Doppelganger
    John E. Branseum
Two months before his thirteenth birthday, he went through a period of insomnia where his heart beat too wildly for him to fall asleep. In a sleepless haze, he opened the refrigerator one night and, illuminated by its garish orange glow, clawed his fingers into hamburger casseroles and stuffed his mouth with icy potatoes and clots of congealed beef. Then, not satisfied, he pressed his face against the damp kitchen windowpane.

Staring out, he saw the broken hulk of the tin-roof shed, the pen of pugs sleeping in little heaps; mist wafting from the cowpond and the barn cats slipping neat as needles in and out of the mist. His face rubbed side-to-side on the cool windowglass, and his blood ran so fiercely warm with restlessness he walked down the long white hallway, his footfalls furtive on the mouse-colored carpeting, and stopped breathing outside his parents’ door. His father snoring, his mother still; and while they lay there he saw his mother’s spirit rise like steam curling off a radiator.

Naked, gossamer, her limbs tapering into fine points, her mouth open needleteeth; he watched the spirit float from the bed, twirling dancing as it passed coldly through him. As cold now as he was hot before, he followed it.

It dragged its fingertips along the walls, leaving faint oily smears, and unknowingly led him outside. There, the spirit squatted and grunted, emptying its bowels of a glimmering heap, as bright yellow as antifreeze, which hissed and sank into the earth. He watched until other spirits came, backlit against the sky like burning pieces of paper.

Heedless of the noise he made, he ran inside and threw himself on his bed, leaned over the side, vomited brown dribble on a Spiderman comic book and wiped his mouth on his pillow, burying his eyes as deeply as he could. Never again did he get up when he shouldn’t nor was he hugged by his mother without some nervousness.
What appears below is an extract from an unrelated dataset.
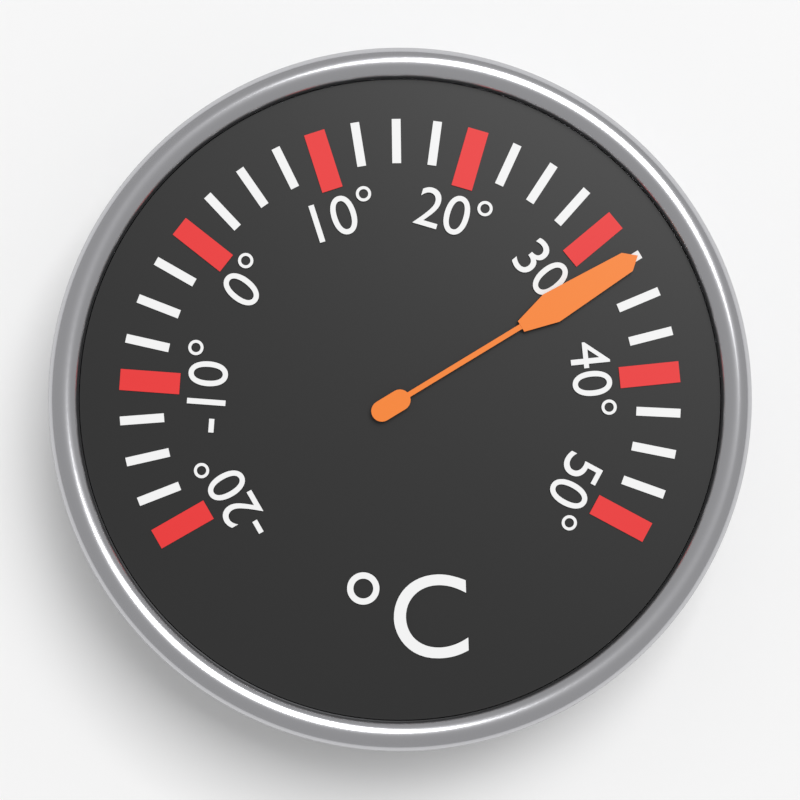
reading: 32.5 °C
His mother died, a year after his father’s third and final heart-attack. In that year he was by her side the entire time, and indeed there in the last hour. Not once did he see her spirit slip out again. He tried to lose himself in work: steel factory worker, auto mechanic, warehouse clerk. He tightened valves, changed oil pans, and forklifted boxes as if caging himself in. During this time and before and after, he had a series of lovers. While they slept, he would stare at them in fascinated, desiring horror --- Their lidded eyes so turpentine clear when awake that he wondered if they could be like his mother and was sure they were not.
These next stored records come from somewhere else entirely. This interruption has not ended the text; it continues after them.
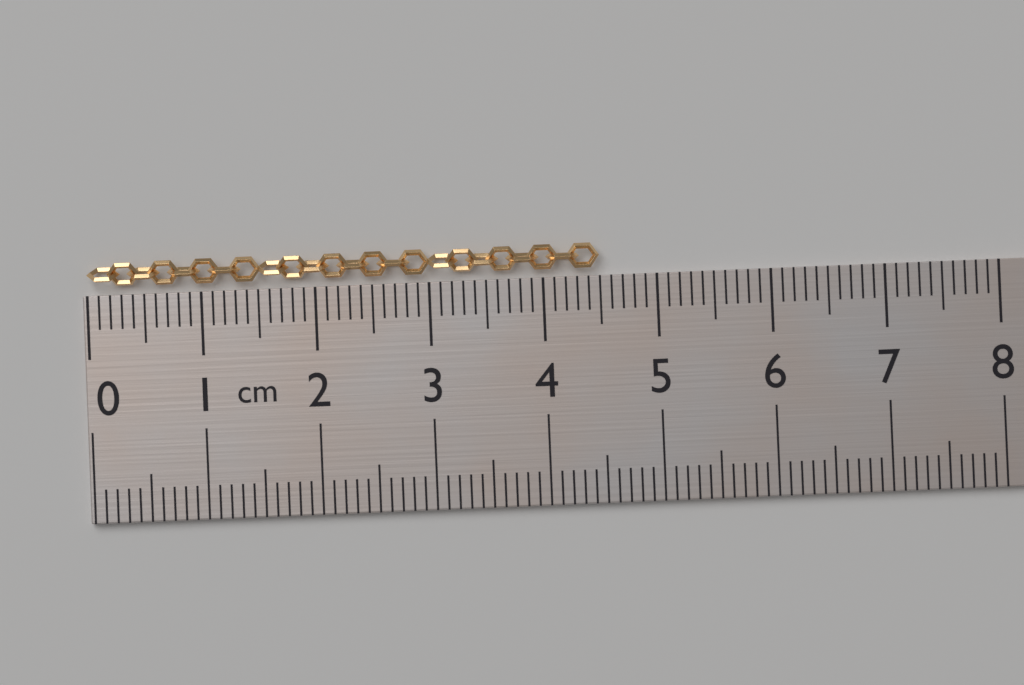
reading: 4.5 cm
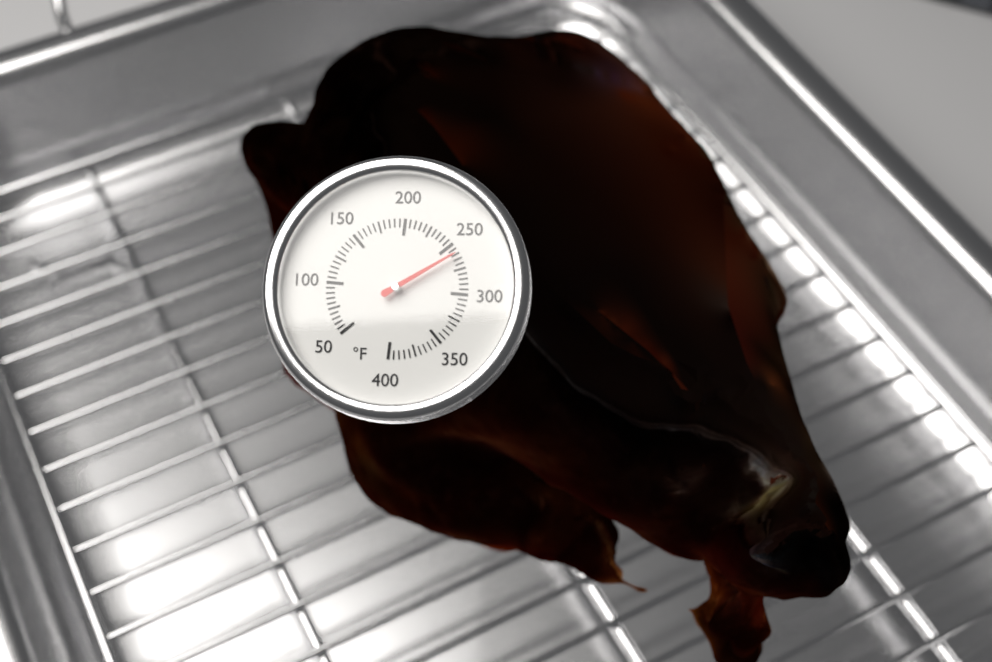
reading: 260 °F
He was haunted by the violent grace of the creature he had seen, the moth and kerosene scent of it. When he folded a shirt, he would remember it squatting, the flex of its muscles like the lapping of the material. Or he would trace a crevice in a stone and see it, the mother not-mother that had not seen him --- Which had been unaware of anything but its own terrible self and desire, that had vented its watery bowels and thrown its head back in a silent howl, its transparent sugar-cup skull and the hot blue flame sputtering inside.

Even if it had hurt him, he had wanted it to see him. Then he met the woman with whom he did not tire of talking. She was soft just right and had rootbeer colored eyes and liked to laugh. On their wedding night, he lay there and listened to her sleep, put his ear to her forehead and belly, against her thighs, and after a time he felt her spirit rise though he did not see it. This time the spirit called his name, clicked off the syllables, and said, “Come here.”



John Branseum studied fiction and poetry at the University of Houston and the University of Louisville. His work has been published in the Connecticut Review, Happy, and other journals, and is forthcoming in the North American Review, 3rd Bed, and the Micro2 Anthology.